Genocide on Settler FrontiersGenocide on Settler Frontiers: When hunter-gatherers and commercial stock farmers clash
Edited by Mohamed Adhikari

This work gives perspective to historical European overseas conquests, which included many instances of extermination of indigenous peoples. In cases where invading commercial stock farmers clashed with hunter-gatherers – in Southern Africa, Australia and the Americas – the conflict was particularly destructive, often resulting in a degree of dispossession and slaughter that destroyed the ability of these societies to reproduce themselves biologically or culturally. The question of whether this form of colonial conflict was inherently genocidal has not been addressed by scholars in any systematic way until now. Through chapters written by leading academics, this volume explores the nature of this conflict. Associate Professor Adhikari is a member of the Department of Historical Studies at UCT and a 2012 winner of the university's Social Responsiveness Award for his work with the Harold Cressy High School community, spanning two decades.

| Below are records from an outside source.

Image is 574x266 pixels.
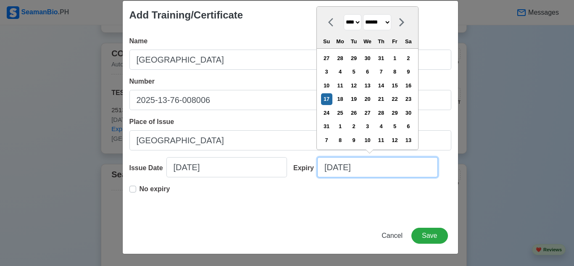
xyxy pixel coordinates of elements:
[375,107,387,119] div: Choose Thursday, August 28th, 2025
[140,184,170,194] p: No expiry
[335,107,346,119] div: Choose Monday, August 25th, 2025
[389,93,401,105] div: Choose Friday, August 22nd, 2025
[321,53,332,64] div: Choose Sunday, July 27th, 2025
[335,36,346,47] div: Mo
[335,53,346,64] div: Choose Monday, July 28th, 2025
[375,134,387,146] div: Choose Thursday, September 11th, 2025
[389,134,401,146] div: Choose Friday, September 12th, 2025
[362,107,373,119] div: Choose Wednesday, August 27th, 2025
[348,36,359,47] div: Tu
[321,66,332,77] div: Choose Sunday, August 3rd, 2025
[335,66,346,77] div: Choose Monday, August 4th, 2025
[129,163,166,173] div: Issue Date
[129,8,243,23] div: Add Training/Certificate
[375,36,387,47] div: Th
[376,228,408,244] button: Cancel
[293,163,317,173] div: Expiry
[403,134,414,146] div: Choose Saturday, September 13th, 2025
[403,36,414,47] div: Sa
[319,51,415,147] div: month 2025-08
[389,121,401,132] div: Choose Friday, September 5th, 2025
[321,134,332,146] div: Choose Sunday, September 7th, 2025
[321,107,332,119] div: Choose Sunday, August 24th, 2025
[375,53,387,64] div: Choose Thursday, July 31st, 2025
[362,93,373,105] div: Choose Wednesday, August 20th, 2025
[389,36,401,47] div: Fr
[348,134,359,146] div: Choose Tuesday, September 9th, 2025
[389,66,401,77] div: Choose Friday, August 8th, 2025
[375,93,387,105] div: Choose Thursday, August 21st, 2025
[335,80,346,91] div: Choose Monday, August 11th, 2025
[129,37,148,45] span: Name
[348,121,359,132] div: Choose Tuesday, September 2nd, 2025
[348,80,359,91] div: Choose Tuesday, August 12th, 2025
[335,134,346,146] div: Choose Monday, September 8th, 2025
[362,134,373,146] div: Choose Wednesday, September 10th, 2025
[348,66,359,77] div: Choose Tuesday, August 5th, 2025
[129,90,451,110] input: Ex: COP1234567890W or NA
[375,80,387,91] div: Choose Thursday, August 14th, 2025
[321,80,332,91] div: Choose Sunday, August 10th, 2025
[129,78,155,85] span: Number
[335,121,346,132] div: Choose Monday, September 1st, 2025
[321,93,332,105] div: Choose Sunday, August 17th, 2025
[321,36,332,47] div: Su
[389,80,401,91] div: Choose Friday, August 15th, 2025
[389,53,401,64] div: Choose Friday, August 1st, 2025
[129,130,451,150] input: Ex: Cebu City
[411,228,448,244] button: Save
[348,93,359,105] div: Choose Tuesday, August 19th, 2025
[321,121,332,132] div: Choose Sunday, August 31st, 2025
[362,66,373,77] div: Choose Wednesday, August 6th, 2025
[382,232,403,239] span: Cancel
[362,121,373,132] div: Choose Wednesday, September 3rd, 2025
[348,53,359,64] div: Choose Tuesday, July 29th, 2025
[375,66,387,77] div: Choose Thursday, August 7th, 2025
[389,107,401,119] div: Choose Friday, August 29th, 2025
[129,118,174,125] span: Place of Issue
[362,80,373,91] div: Choose Wednesday, August 13th, 2025
[403,93,414,105] div: Choose Saturday, August 23rd, 2025
[348,107,359,119] div: Choose Tuesday, August 26th, 2025
[403,121,414,132] div: Choose Saturday, September 6th, 2025
[129,50,451,70] input: Ex: COP Medical First Aid (VI/4)
[403,80,414,91] div: Choose Saturday, August 16th, 2025
[335,93,346,105] div: Choose Monday, August 18th, 2025
[362,53,373,64] div: Choose Wednesday, July 30th, 2025
[362,36,373,47] div: We
[403,53,414,64] div: Choose Saturday, August 2nd, 2025
[403,66,414,77] div: Choose Saturday, August 9th, 2025
[403,107,414,119] div: Choose Saturday, August 30th, 2025
[375,121,387,132] div: Choose Thursday, September 4th, 2025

The Courage of //kabboThe Courage of //kabbo: Celebrating the 100th anniversary of the publication of Specimens of Bushman Folklore
Edited by Janette Deacon and Pippa Skotnes

2011 marked the centenary of Wilhelm Bleek and Lucy Lloyd's Specimens of Bushman Folklore, a unique record of the language and poetry of the now-extinct /Xam. It's named after //kabbo, a prisoner released from Breakwater Convict Station in the 1870s, but who remained in Cape Town and spent his final years teaching Bleek and Lloyd his language and making his stories known through books. The stories in the Bleek and Lloyd archive are all that remain of the /Xam worldview. Chapters in this book comment on past and present treatment of Khoisan groups, and attempts at keeping language and culture alive. Professor Skotnes is an artist and member of the UCT's Michaelis School of Fine Art. Deacon is an honorary professor of anthropology and archaeology at UNISA.

back to top


Creative Commons License This work is licensed under a Creative Commons Attribution-NoDerivatives 4.0 International License.